Back in the late 1980s, when I was first starting out as a critic for The Village Voice, one of the books I was assigned was Laura Shapiro's Perfection Salad, a social history of the home economics movement during the turn of the last century.

I can't recall many of the other books I reviewed in those days, but Perfection Salad has remained indelibly with me. Shapiro helped break new ground by taking the history of women, housework and cooking seriously, even as her witty and vivid writing style was decidedly un-solemn. Now, some 30 years later, Shapiro has done it again, this time, breaking new ground in the art of biography by taking the adage, "you are what you eat," literally.

Shapiro's fascinating new book is called What She Ate, and it focuses on the lives of six women from different centuries and continents — all prominent to different degrees. Among them are Dorothy Wordsworth, the poet's shy, worshipful sister; Eva Braun, Hitler's mistress and 11th-hour wife; and Helen Gurley Brown, the whippet-thin, legendary editor-in-chief of Cosmopolitan.

All six women have been the subjects of earlier biographies, but, as Shapiro points out: "Biography, as it's traditionally practiced still tends to honor the old fashioned custom of keeping a polite distance from food." In contrast, Shapiro likens her method of biographical research to "standing in line at the supermarket and peering into the other carts."

In the resulting portraits, Shapiro, like a consummate maître d', sets down plate after plate of the food these women cooked, ate or thought about and an amazing thing happens: Slowly the more familiar accounts of each of their lives recede and other, messier narratives emerge. As Shapiro says: "[O]ur food stories don't always honor what's smartest and most dignified about us. More often they go straight to what's neediest."

Take the chapter here on Eleanor Roosevelt, certainly one of the most chronicled women in history. The common wisdom is that food was mere fuel to Roosevelt. Shoring up this official story is the fact that Roosevelt hired as her White House chef, Mrs. Henrietta Nesbitt, whom Shapiro calls "the most reviled cook in presidential history." Here's a sampling of the regularly repeated White House luncheon menu, made from leftovers:

Shapiro surveys the well-mined trove of Roosevelt's letters, memoirs and newspaper columns and spots a striking pattern: "Inside the White House, [Roosevelt] was apathetic about what was on her plate." Outside, she "discovered the delights of appetite," enthusing, for instance, over the popovers she made for her beloved bodyguard Earl Miller in the 1930s or "a delicious Arab dinner" she enjoyed in Beirut in 1952.

As Roosevelt herself said in looking back on her White House years, "I had erected someone outside myself who was the President's wife." Shapiro's astute reading of Roosevelt's "food trail" testifies to Roosevelt's distaste for that official role.

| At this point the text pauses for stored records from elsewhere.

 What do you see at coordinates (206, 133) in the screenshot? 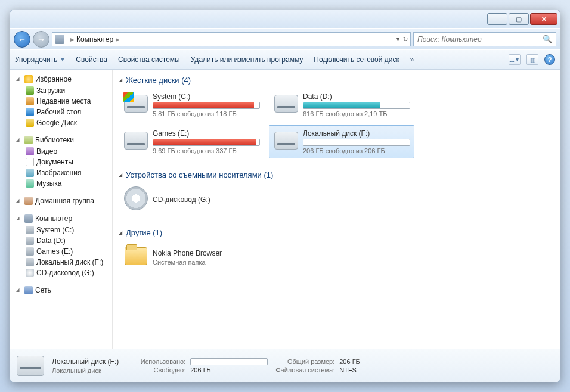
I see `drive-name: Games (E:)` at bounding box center [206, 133].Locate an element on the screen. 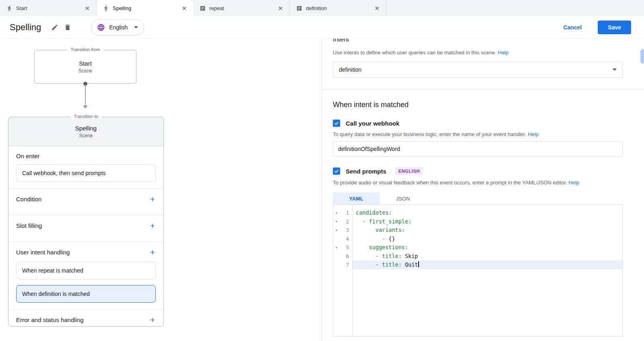  on-enter-label: On enter is located at coordinates (86, 156).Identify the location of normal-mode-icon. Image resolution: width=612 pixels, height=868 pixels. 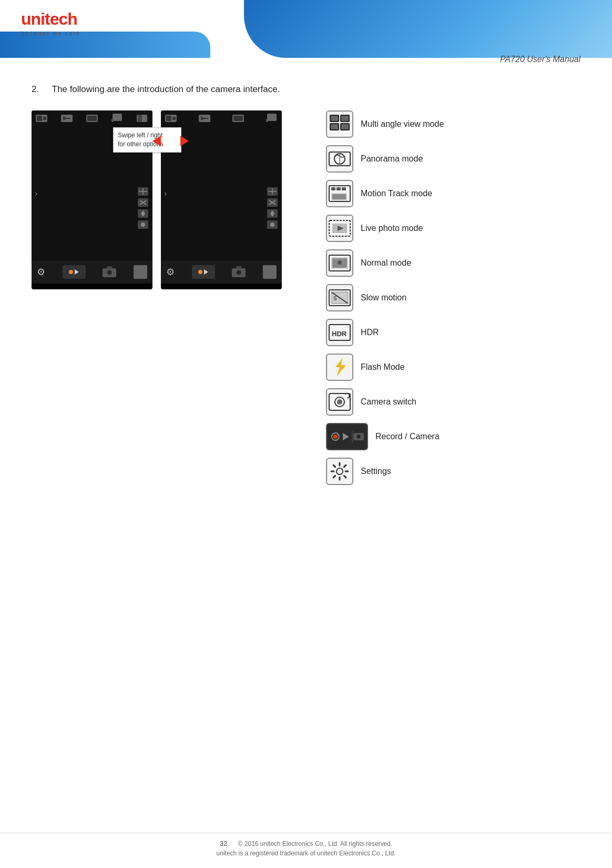
(340, 263).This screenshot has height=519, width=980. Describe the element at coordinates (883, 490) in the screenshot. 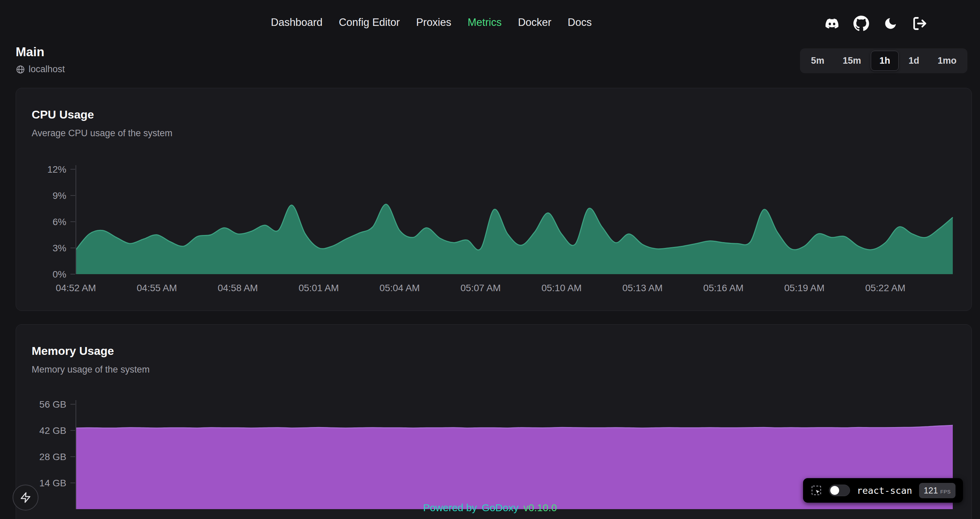

I see `react-scan-widget: react-scan 121 FPS` at that location.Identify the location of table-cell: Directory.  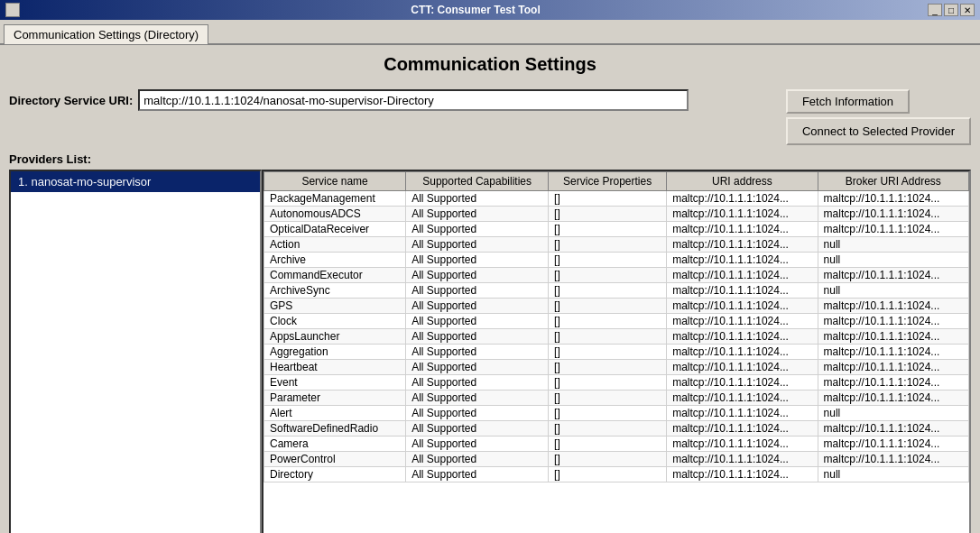
(336, 474). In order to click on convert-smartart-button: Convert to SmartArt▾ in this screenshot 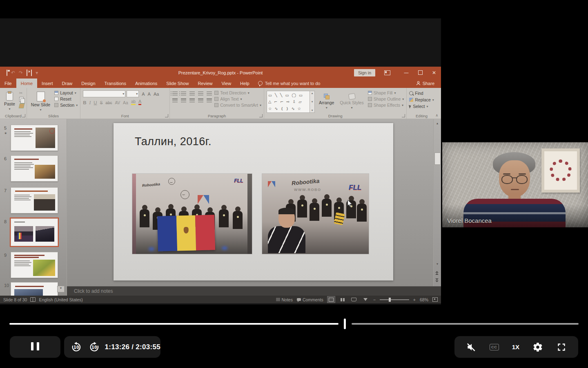, I will do `click(238, 105)`.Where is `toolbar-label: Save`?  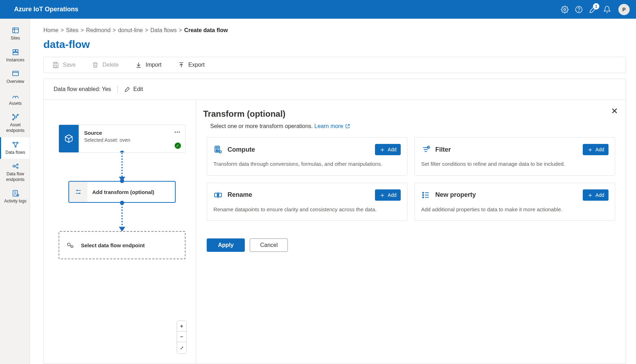
toolbar-label: Save is located at coordinates (69, 65).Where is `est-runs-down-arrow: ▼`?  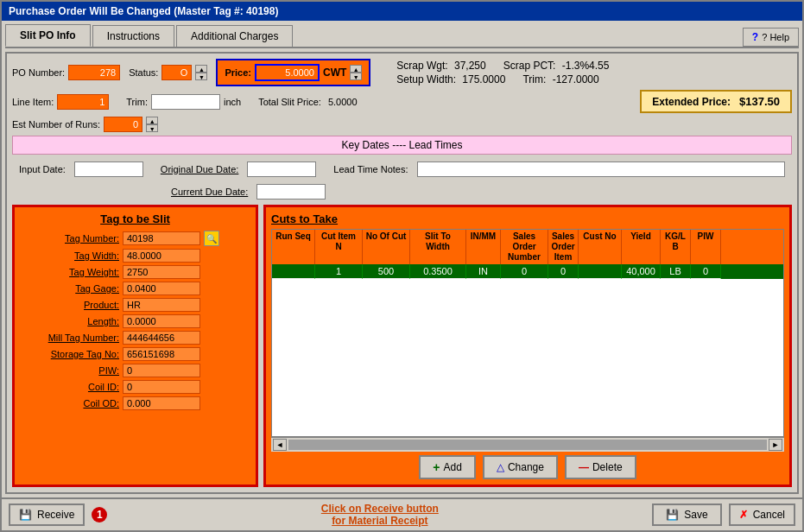
est-runs-down-arrow: ▼ is located at coordinates (152, 128).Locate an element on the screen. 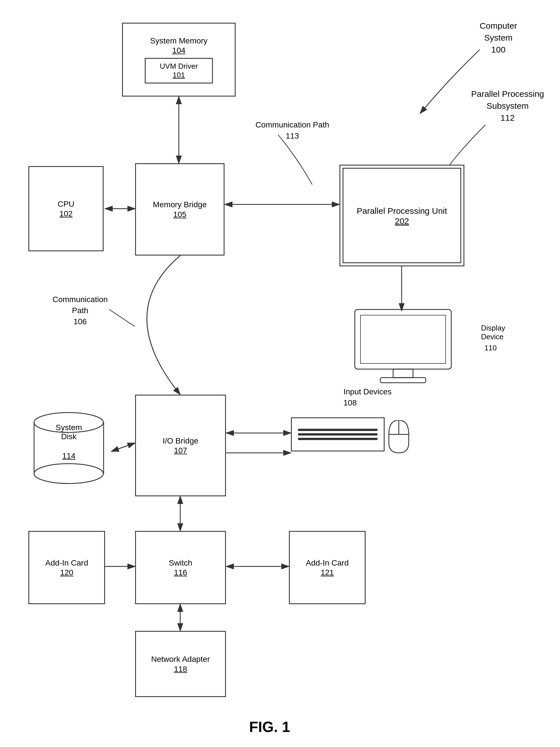  memory-bridge-label: Memory Bridge is located at coordinates (180, 205).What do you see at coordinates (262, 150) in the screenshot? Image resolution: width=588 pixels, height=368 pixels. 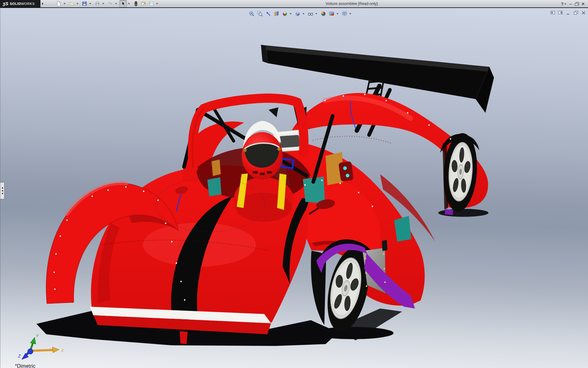 I see `driver-helmet` at bounding box center [262, 150].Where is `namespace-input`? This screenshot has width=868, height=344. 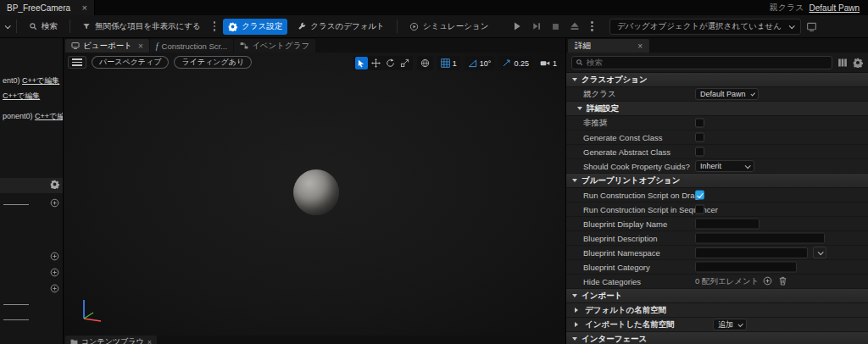 namespace-input is located at coordinates (751, 252). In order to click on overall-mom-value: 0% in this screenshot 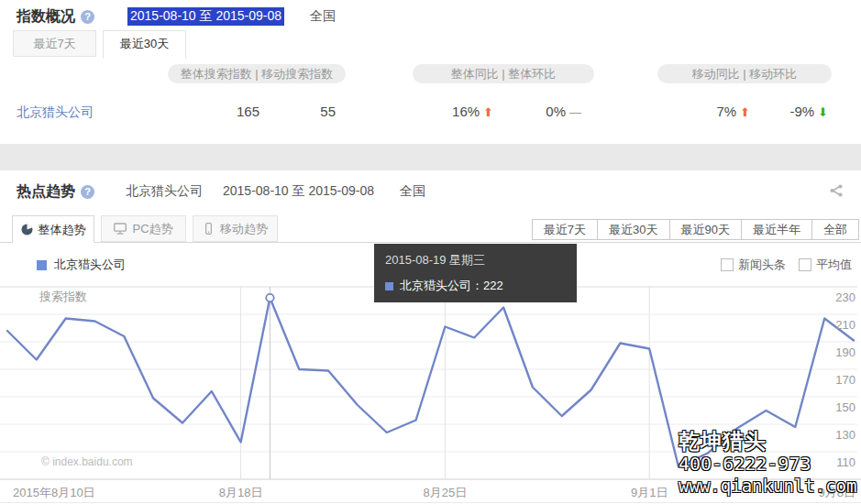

The Braun chapter here is practically the insane inverse of Roosevelt's and every bit as illuminating. Since Braun's existence as Hitler's mistress was kept secret from the public, she gloried in her private and very feminine role as hostess of the meals at Hitler's mountain retreat, where high-ranking Nazis "feasted on the rightness of their cause."

Shapiro opens Braun's life story with its chilling end: late April 1945, when she and Hitler were hiding in the Berlin bunker where they would commit suicide. Braun welcomed architect Albert Speer to the bunker for a frantic good-bye visit and, as he recalled in his memoir, Braun, ever the enthusiastic hostess, "radiated an almost gay serenity. "How about a bottle of champagne for our farewell? [Braun asked] And some sweets? I'm sure you haven't eaten in a long time." As Shapiro says, "the guilt-free zone in the heart of Hitlerdom" that Braun helped create through gourmet meals held fast to the very end.

Several times throughout What She Ate, Shapiro repeats what surely is one of her life's mantras: "Food talks — but somebody has to hear it." How lucky for us readers that Shapiro has been listening so perceptively for decades to the language of food.

Copyright 2023 Fresh Air. To see more, visit Fresh Air.

Maureen Corrigan, book critic for NPR's Fresh Air, is The Nicky and Jamie Grant Distinguished Professor of the Practice in Literary Criticism at Georgetown University. She is an associate editor of and contributor to Mystery and Suspense Writers (Scribner) and the winner of the 1999 Edgar Award for Criticism, presented by the Mystery Writers of America. In 2019, Corrigan was awarded the Nona Balakian Citation for Excellence in Reviewing by the National Book Critics Circle.